In This Review
Muqtada: Muqtada al-Sadr, the Shia Revival, and the Struggle for Iraq

Muqtada: Muqtada al-Sadr, the Shia Revival, and the Struggle for Iraq

By Patrick Cockburn

Scribner, 2008, 240 pp.

Soon after invading Iraq in 2003, the United States encountered a major obstacle to piecing together a sustainable state -- in the person of a dour 30-year-old Shiite cleric. Muqtada al-Sadr remains to this day a force and a problem for the Iraqis as well as the Americans. Who is Sadr? His cousin (whose daughter he would later marry) the politically active Ayatollah Muhammad Baqir al-Sadr was brutally executed in 1980. Nineteen years later, his father, Ayatollah Muhammad Sadiq al-Sadr, also politically active but in a more subtle manner, was assassinated. With the overthrow of the Baathist regime, it was as if Sadr had inherited a family mission to challenge the other great Shiite families, who had lived safely in exile during Saddam Hussein's rule; to resist Grand Ayatollah Ali al-Sistani's political quietism; and to lead the Shiite masses who had responded to the religio-political message of his family's elders. The veteran journalist Cockburn, who has reported on Iraq since the late 1970s, paints a compelling portrait of Sadr, his family roots, and his role in Iraq since 2003. He depicts a man who is neither a saint, not even a warrior-saint (witness his followers' shameful killing of Sayyid Abdul Majid al-Khoei, of a rival Shiite religious family, or the killings by his militia in Baghdad), nor the fanatical loose cannon often depicted by the media. A driven man certainly, Sadr is also a canny politician in an Iraq that might usefully be compared to Machiavelli's Italy.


**What needs to be done:** Each line holding the string "DATE" is to be copied from the data.
┄┄┄┄┄┄┄┄┄┄
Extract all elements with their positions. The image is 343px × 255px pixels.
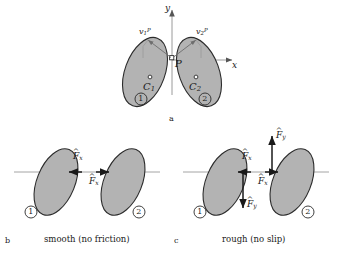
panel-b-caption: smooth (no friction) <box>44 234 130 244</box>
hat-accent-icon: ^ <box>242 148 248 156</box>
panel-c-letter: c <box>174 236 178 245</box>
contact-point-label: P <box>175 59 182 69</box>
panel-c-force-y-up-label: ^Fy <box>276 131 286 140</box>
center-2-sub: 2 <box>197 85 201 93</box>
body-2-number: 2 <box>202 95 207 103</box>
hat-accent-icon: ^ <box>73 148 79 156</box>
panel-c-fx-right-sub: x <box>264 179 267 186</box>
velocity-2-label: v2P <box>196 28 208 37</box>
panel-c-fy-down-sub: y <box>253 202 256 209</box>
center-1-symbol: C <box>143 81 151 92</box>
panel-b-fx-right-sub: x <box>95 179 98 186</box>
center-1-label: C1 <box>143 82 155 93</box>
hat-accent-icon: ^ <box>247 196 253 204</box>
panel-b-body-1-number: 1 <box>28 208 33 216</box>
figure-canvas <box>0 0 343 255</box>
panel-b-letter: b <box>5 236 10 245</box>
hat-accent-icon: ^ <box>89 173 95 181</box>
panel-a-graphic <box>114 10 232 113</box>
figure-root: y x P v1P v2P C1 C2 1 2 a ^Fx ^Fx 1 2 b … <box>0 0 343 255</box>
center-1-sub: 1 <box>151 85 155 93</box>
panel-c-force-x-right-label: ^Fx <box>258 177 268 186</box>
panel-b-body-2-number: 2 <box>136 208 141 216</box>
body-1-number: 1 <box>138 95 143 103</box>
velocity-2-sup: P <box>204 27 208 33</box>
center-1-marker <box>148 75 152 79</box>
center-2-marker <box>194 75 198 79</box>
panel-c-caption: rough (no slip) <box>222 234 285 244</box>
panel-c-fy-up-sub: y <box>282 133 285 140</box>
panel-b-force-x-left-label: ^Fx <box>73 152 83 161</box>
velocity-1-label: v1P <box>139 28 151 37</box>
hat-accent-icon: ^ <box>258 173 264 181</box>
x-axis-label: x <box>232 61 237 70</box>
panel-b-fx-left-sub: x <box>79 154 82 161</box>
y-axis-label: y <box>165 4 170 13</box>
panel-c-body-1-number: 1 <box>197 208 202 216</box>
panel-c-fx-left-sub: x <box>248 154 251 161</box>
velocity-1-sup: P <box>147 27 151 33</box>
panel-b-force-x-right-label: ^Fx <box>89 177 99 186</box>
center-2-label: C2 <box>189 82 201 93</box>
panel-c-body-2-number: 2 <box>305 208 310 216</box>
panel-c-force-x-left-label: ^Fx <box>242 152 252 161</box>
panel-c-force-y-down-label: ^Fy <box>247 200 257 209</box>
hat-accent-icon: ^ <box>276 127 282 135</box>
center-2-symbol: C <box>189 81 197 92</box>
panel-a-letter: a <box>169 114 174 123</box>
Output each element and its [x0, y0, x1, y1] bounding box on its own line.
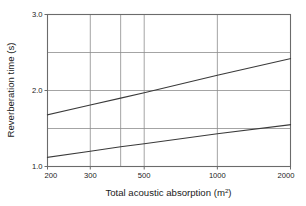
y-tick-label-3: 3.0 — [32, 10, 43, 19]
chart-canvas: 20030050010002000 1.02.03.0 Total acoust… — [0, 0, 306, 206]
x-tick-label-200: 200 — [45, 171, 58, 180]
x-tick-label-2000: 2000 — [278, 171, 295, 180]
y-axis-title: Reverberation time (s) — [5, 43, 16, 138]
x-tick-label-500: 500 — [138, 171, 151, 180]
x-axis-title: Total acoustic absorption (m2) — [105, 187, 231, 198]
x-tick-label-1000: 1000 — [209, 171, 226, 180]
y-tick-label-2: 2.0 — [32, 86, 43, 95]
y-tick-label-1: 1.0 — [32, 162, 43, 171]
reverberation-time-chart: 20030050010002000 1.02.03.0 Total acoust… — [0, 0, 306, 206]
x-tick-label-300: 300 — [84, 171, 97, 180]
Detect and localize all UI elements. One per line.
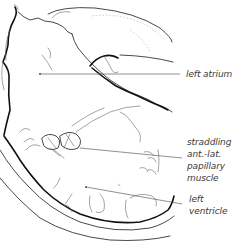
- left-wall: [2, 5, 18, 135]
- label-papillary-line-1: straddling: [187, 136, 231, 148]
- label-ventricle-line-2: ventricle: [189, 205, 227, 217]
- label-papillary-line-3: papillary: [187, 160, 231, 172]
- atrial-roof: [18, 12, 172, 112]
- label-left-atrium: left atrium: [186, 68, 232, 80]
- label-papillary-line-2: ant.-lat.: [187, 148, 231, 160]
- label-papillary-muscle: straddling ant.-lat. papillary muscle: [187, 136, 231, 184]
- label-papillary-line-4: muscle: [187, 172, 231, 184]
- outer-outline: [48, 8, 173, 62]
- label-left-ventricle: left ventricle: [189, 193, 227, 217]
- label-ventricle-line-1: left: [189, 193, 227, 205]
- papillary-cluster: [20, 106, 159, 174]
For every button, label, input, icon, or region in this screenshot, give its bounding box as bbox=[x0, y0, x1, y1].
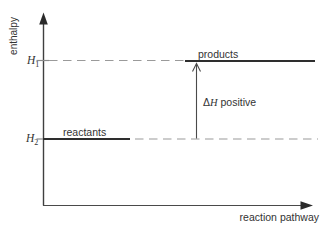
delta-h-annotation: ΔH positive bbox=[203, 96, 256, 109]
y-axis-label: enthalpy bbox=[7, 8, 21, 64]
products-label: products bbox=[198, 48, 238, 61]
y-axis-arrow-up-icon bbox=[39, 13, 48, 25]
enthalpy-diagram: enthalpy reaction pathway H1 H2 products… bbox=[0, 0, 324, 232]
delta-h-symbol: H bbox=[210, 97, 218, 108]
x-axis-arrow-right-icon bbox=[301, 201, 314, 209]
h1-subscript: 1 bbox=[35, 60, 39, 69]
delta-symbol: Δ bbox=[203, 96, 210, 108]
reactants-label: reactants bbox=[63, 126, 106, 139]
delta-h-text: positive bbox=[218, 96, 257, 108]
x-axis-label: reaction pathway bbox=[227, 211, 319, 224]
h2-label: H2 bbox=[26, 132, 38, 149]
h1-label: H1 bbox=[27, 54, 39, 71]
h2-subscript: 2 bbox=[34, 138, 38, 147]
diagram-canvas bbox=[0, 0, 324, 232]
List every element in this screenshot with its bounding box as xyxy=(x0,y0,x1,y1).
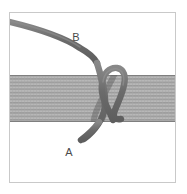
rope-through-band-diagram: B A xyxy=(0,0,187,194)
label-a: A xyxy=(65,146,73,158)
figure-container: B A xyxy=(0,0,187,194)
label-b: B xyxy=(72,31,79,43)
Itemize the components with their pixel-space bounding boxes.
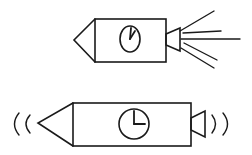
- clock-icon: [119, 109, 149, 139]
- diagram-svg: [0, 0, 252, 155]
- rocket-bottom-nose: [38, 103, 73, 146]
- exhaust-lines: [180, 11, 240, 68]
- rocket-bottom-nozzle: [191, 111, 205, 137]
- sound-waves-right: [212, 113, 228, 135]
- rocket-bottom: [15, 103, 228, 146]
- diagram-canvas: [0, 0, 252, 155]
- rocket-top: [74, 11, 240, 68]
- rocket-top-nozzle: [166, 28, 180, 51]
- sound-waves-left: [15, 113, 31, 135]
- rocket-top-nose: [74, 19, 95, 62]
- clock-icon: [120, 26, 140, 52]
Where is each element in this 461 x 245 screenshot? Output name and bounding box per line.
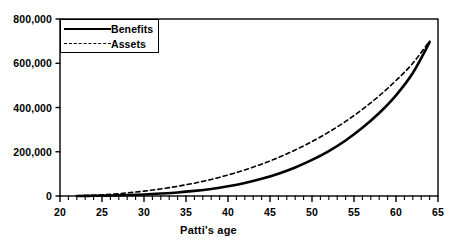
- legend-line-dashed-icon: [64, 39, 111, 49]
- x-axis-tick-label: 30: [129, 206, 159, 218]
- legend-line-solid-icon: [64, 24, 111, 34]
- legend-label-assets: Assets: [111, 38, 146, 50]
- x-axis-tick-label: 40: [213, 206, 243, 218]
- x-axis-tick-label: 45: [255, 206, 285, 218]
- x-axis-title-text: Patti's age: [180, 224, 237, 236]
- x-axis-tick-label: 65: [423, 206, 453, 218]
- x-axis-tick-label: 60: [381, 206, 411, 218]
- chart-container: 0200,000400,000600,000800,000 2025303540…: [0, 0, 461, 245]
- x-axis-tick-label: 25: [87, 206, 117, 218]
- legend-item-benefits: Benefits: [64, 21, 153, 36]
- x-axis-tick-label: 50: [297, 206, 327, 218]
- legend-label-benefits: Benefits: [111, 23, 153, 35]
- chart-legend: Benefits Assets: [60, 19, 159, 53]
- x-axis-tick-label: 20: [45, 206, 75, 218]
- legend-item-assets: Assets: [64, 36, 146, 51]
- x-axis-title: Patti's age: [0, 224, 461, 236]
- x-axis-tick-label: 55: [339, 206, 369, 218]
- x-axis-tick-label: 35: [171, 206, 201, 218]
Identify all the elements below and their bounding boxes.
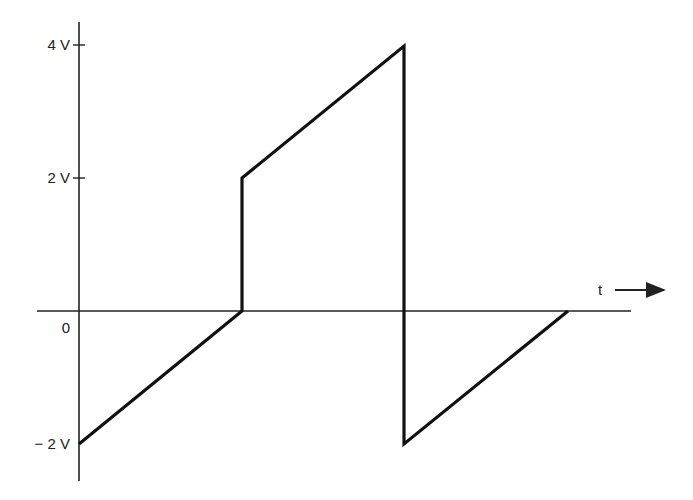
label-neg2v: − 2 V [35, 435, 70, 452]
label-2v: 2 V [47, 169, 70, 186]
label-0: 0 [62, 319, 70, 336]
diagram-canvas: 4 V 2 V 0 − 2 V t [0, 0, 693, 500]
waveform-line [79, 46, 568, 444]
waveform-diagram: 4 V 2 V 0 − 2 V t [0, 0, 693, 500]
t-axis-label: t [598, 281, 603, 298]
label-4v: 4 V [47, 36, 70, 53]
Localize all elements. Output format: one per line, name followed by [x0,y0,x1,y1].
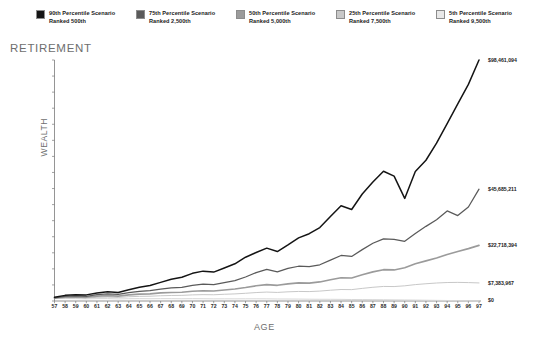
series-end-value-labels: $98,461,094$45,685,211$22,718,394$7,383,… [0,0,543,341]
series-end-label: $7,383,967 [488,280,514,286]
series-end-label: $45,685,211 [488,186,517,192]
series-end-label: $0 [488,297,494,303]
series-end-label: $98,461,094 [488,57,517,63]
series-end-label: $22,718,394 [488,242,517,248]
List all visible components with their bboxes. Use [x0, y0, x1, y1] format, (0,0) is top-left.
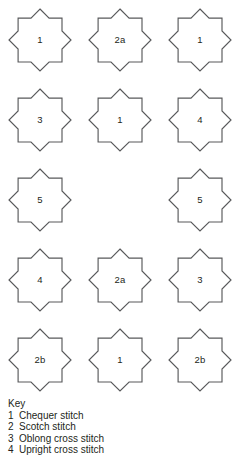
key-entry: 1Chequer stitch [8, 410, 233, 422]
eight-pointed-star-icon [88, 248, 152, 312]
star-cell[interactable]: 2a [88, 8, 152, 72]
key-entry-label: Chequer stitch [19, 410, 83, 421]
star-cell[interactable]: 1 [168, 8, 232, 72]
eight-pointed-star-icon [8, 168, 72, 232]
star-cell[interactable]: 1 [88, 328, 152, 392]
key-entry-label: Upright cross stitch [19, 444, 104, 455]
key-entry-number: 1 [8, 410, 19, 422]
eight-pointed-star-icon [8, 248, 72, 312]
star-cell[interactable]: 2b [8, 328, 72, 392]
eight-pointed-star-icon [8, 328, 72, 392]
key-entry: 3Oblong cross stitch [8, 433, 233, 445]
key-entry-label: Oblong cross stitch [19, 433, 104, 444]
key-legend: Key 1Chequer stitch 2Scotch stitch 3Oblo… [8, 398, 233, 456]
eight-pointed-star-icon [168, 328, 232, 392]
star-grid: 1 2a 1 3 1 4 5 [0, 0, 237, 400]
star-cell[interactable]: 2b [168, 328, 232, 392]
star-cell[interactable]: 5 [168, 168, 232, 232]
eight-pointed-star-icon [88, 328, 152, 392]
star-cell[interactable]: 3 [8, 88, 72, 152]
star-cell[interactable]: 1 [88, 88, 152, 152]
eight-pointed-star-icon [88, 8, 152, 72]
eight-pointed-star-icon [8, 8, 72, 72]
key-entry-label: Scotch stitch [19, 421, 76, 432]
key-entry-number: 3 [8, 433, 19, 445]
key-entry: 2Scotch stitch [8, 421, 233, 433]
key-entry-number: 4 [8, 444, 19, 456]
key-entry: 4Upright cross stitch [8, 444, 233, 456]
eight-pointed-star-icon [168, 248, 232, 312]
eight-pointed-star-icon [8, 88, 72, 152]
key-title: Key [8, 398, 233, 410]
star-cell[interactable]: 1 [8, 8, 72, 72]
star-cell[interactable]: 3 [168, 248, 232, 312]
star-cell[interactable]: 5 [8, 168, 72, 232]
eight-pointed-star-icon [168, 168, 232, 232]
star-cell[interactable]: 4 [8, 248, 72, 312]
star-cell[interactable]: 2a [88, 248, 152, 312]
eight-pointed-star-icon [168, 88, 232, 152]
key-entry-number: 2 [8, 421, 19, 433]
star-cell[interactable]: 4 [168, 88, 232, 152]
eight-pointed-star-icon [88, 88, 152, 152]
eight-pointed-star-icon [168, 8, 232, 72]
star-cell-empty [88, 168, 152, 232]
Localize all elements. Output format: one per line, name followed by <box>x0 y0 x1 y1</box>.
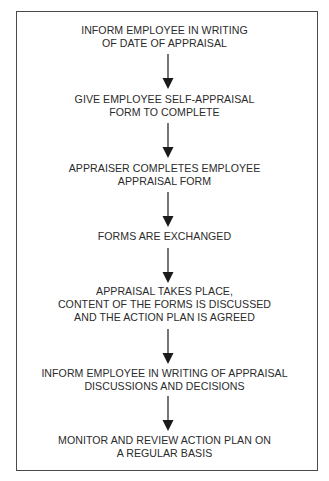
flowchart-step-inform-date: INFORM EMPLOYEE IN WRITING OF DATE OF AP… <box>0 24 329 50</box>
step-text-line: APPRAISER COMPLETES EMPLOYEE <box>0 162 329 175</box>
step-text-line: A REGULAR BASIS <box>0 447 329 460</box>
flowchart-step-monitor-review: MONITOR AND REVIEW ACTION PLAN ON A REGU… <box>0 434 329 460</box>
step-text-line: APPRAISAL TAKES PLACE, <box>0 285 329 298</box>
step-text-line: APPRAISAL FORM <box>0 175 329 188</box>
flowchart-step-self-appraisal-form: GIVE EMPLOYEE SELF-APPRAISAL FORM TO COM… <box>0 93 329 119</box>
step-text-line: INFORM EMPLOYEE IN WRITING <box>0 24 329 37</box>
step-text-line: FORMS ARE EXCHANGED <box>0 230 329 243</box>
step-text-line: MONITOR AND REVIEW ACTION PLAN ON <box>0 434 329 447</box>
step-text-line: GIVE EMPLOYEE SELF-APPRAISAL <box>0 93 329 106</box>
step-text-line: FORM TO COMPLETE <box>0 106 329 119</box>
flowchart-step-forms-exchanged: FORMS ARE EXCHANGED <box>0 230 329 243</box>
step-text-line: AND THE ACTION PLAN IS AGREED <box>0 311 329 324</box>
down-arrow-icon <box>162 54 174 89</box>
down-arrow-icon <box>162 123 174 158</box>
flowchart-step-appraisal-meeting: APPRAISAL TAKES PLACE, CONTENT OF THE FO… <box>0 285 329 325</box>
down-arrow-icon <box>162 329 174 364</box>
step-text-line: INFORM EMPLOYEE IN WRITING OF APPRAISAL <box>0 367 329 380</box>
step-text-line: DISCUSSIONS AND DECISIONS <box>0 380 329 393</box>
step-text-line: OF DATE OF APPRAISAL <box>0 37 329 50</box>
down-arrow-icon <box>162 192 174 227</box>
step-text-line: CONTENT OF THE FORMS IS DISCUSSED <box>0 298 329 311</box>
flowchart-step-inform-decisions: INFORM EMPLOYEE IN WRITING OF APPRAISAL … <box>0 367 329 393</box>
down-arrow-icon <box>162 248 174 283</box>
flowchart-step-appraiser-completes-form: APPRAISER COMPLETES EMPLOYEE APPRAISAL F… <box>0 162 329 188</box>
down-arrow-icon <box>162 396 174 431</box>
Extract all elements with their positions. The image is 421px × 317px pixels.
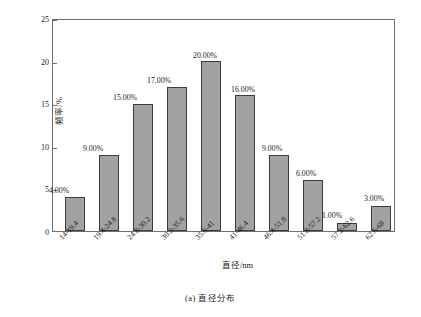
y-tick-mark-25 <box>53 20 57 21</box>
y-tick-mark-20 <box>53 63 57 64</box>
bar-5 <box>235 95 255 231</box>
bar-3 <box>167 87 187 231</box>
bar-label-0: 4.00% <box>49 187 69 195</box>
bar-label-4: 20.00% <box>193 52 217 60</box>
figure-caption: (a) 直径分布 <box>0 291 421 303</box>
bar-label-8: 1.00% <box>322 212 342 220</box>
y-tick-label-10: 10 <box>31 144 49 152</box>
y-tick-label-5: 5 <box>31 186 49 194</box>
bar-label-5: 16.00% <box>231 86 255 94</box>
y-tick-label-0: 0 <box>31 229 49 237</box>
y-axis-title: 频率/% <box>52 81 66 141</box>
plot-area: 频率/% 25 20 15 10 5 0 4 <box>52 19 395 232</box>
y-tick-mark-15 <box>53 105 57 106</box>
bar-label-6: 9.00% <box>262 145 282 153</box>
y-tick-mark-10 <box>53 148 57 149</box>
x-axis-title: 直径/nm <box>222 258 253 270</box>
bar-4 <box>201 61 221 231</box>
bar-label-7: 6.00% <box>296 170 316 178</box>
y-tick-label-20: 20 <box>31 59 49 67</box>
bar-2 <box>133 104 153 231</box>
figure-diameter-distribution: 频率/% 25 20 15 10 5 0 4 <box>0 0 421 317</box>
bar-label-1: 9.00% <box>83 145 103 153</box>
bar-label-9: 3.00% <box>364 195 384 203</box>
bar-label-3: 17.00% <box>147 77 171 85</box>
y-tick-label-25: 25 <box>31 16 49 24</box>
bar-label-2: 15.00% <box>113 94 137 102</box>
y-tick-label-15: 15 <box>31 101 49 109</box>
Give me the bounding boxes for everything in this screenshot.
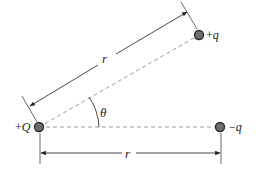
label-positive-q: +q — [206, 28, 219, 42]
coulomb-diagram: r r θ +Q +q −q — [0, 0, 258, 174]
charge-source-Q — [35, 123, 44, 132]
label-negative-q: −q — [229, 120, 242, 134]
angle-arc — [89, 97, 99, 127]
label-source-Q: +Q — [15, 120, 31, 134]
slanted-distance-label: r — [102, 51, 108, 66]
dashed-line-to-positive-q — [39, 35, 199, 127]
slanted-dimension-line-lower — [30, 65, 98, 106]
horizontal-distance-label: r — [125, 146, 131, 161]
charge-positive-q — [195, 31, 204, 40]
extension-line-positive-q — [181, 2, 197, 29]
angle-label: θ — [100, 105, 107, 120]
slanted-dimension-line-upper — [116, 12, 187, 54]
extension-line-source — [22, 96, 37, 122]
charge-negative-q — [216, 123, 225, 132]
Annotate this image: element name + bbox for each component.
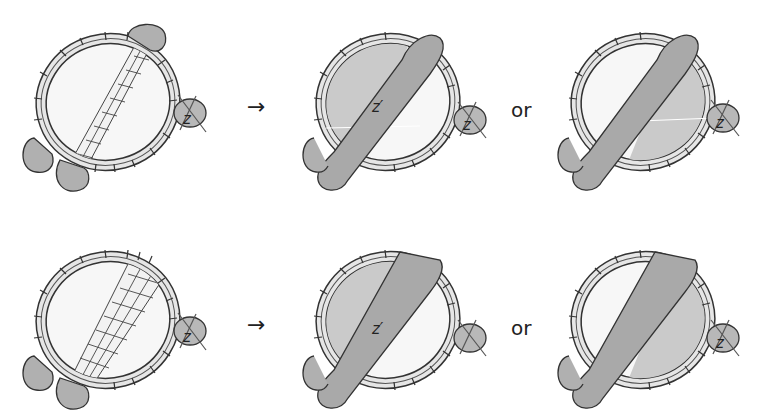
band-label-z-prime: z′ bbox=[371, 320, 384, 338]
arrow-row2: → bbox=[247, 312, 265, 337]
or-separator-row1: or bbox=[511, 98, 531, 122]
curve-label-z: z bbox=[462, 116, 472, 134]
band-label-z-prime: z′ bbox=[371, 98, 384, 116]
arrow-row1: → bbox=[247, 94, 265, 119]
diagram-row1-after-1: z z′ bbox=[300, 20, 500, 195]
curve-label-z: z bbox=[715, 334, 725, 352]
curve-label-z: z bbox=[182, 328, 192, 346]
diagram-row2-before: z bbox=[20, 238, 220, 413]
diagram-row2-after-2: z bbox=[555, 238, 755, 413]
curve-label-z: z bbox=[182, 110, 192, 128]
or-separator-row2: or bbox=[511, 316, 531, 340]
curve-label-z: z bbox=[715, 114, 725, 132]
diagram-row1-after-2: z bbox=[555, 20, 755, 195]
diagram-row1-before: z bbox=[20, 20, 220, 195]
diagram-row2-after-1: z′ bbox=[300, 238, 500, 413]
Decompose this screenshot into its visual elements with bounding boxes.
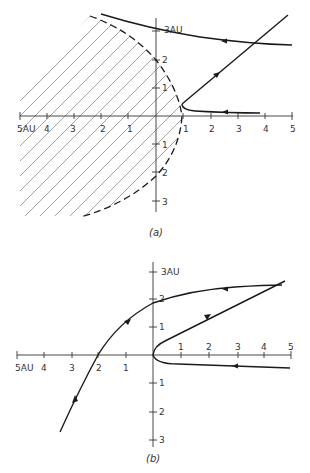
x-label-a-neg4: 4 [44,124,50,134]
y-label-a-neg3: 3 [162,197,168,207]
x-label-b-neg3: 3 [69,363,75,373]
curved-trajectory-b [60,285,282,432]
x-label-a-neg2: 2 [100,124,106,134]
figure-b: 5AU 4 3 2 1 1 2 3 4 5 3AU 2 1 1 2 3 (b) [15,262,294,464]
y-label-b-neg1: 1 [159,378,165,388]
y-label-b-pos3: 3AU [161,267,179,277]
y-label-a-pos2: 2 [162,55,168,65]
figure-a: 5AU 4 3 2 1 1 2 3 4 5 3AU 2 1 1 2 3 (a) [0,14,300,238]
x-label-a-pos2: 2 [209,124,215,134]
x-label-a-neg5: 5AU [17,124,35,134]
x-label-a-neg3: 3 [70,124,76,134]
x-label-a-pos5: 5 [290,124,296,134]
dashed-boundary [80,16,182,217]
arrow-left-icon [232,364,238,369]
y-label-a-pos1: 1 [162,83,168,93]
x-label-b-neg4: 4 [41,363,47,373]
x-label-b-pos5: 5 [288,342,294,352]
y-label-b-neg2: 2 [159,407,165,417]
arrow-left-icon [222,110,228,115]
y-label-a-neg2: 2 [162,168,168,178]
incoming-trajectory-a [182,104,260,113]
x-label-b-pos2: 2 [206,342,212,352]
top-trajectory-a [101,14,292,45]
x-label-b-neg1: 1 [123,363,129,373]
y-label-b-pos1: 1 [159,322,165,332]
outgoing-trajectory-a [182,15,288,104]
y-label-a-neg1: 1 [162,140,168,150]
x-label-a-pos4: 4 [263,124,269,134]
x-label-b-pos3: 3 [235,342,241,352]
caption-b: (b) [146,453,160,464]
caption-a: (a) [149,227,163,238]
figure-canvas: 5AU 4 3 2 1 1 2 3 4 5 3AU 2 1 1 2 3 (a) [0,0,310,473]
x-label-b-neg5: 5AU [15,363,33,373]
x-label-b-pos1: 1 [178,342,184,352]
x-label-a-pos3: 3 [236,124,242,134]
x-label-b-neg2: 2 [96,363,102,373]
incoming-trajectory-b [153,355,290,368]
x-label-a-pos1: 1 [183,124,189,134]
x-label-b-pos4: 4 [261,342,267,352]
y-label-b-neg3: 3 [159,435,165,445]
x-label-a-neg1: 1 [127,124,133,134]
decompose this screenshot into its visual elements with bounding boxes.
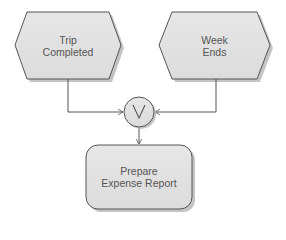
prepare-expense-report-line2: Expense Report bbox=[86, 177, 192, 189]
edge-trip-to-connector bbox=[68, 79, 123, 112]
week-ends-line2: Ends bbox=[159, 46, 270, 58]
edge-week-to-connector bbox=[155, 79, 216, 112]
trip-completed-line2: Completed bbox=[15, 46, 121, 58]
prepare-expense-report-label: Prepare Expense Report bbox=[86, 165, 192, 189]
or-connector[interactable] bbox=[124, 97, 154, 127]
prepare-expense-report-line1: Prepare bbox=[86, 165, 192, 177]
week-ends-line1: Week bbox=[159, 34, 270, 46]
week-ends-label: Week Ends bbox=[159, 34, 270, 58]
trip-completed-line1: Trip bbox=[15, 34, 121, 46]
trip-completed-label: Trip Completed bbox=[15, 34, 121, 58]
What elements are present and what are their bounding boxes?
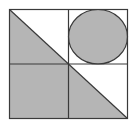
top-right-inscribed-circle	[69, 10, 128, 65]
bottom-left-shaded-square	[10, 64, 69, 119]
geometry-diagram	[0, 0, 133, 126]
┄┄┄┄┄┄┄┄┄┄
**Task output:**
flowchart-step-inform-date: INFORM EMPLOYEE IN WRITING OF DATE OF AP… <box>0 24 329 50</box>
step-text-line: OF DATE OF APPRAISAL <box>0 37 329 50</box>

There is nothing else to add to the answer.